In a January 2014 communique, the representative of the United Nations Office On Drugs and Crime (UNODC), Antonino De Leo, stated that the exemption “only applies to the national territory.”

The new bill repeals the first 31 articles of the 1988 law and legalises 22,000 hectares for cultivation – 10,000 more than before.

In practice, the new legal growing area is just slightly larger than the 20,200 hectares of coca which UNODC counted in 2015, according to its July 2016 report on the country.

President Morales has defended the increase in the legal cultivation area and reiterated his interest in carrying out an old project for the industrialisation of coca leaves.

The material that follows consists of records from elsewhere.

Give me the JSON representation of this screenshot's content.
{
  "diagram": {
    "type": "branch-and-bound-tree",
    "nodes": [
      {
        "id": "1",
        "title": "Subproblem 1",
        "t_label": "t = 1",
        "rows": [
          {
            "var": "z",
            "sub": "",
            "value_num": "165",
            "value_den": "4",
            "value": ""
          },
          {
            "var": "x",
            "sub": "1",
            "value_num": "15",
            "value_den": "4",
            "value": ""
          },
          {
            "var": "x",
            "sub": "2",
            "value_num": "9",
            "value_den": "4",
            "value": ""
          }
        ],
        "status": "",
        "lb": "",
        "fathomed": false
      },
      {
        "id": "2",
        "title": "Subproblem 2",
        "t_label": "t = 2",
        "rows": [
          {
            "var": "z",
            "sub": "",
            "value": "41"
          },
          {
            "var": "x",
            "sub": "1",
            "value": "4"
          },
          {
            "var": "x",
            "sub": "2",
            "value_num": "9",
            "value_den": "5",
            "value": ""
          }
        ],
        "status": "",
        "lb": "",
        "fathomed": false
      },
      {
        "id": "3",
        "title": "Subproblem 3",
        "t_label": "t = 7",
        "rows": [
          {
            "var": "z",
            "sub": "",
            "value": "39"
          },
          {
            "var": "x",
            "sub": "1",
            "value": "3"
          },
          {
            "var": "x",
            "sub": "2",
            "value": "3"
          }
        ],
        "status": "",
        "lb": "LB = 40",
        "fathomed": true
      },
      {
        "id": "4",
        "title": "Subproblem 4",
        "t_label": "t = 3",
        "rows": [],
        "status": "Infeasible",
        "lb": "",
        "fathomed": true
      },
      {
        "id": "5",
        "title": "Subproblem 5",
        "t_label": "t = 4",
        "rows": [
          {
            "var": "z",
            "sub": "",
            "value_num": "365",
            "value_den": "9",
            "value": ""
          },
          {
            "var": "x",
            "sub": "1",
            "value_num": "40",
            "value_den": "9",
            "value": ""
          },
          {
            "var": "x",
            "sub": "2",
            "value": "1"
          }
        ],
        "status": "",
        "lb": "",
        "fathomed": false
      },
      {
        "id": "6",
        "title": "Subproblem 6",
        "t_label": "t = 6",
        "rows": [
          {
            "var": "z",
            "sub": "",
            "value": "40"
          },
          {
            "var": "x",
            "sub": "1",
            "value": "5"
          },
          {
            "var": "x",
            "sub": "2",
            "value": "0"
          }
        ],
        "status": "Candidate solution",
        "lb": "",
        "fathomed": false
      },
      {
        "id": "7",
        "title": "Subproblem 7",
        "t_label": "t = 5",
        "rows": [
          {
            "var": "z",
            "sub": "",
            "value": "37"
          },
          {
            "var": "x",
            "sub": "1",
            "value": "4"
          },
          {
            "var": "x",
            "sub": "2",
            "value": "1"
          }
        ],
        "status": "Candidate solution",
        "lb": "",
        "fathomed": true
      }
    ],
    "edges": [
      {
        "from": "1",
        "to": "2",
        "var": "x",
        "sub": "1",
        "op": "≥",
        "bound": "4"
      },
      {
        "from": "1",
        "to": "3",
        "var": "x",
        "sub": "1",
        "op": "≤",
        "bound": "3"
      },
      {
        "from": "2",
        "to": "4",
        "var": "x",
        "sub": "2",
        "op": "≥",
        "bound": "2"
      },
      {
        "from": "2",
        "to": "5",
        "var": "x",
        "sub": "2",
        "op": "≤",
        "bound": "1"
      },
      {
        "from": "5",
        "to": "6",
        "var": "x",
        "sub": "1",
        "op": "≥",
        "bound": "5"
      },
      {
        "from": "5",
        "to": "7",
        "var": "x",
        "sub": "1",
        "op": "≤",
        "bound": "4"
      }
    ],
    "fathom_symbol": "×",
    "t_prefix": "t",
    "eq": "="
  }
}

On Feb. 28, Morales expressed his support for the new bill and accused conservative governments of supporting the demonisation and criminalisation of coca leaf chewing at an international level.

Montaño said that in 2006, when Morales first took office, 17,000 hectares of coca were grown in the Chapare region. Ten years later, UNODC registered only 6,000 hectares devoted to coca production.

She said that under Morales, the reduction of coca crops has been negotiated and without violence, in contrast to the repression by conservative governments that generated “blood and mourning”.

Before Congress passed the law, coca producers from the semitropical region of Yungas, in the department of La Paz, held violent protests in the capital.

Between Feb. 17 and Feb. 23, hundreds of demonstrators surrounded Murillo square in La Paz, where the main buildings of the executive and legislative branches are located, demanding 300 additional hectares, on top of the 14,000 presently dedicated to coca in Yungas.

There are an estimated 33,000 coca farmers in Yungas, and 45,000 in Chapare.

In the midst of clashes with the police, destruction of public property and the arrest of at least 143 organisers, talks were held with the government, which ended up giving in to the demands.

The settlement also granted growers in the Chapare region an additional 1,700 hectares, on top of the 6,000 currently registered and monitored by UNODC.

Political analyst Julio Aliaga told IPS that traditional use of coca leaves only requires 6,000 hectares, rather than the 22,000 hectares that the government of the leftist Movement Towards Socialism (MAS) is about to legalise.

This figure of 6,000 hectares is drawn from a European Union study on demand for coca leaves in Bolivia for infusions, chewing or in rituals. This study was not mentioned by the authorities or MAS legislators.

“Bolivia has a large surplus of coca which goes toward drug trafficking. The cocaine ends up in Africa, Europe and Russia, and the new colossal market of China,” Aliaga said.

Samuel Doria Medina, the leader of the opposition centre-left National Unity (UN), questioned the 80 per cent expansion of the lawful cultivation area and told IPS that the measure is “a clear sign of an interest in increasing the production of narcotic drugs.“

“The new policy will be indefensible before multilateral drug control agencies,“ since the UNODC certified that “94 per cent of the coca production from Chapare goes toward the production of cocaine,” he said.

In his opinion, the new law provides an incentive for the drug trafficking mafias to sell drugs in Bolivia, “with the well-known violence that this business entails.”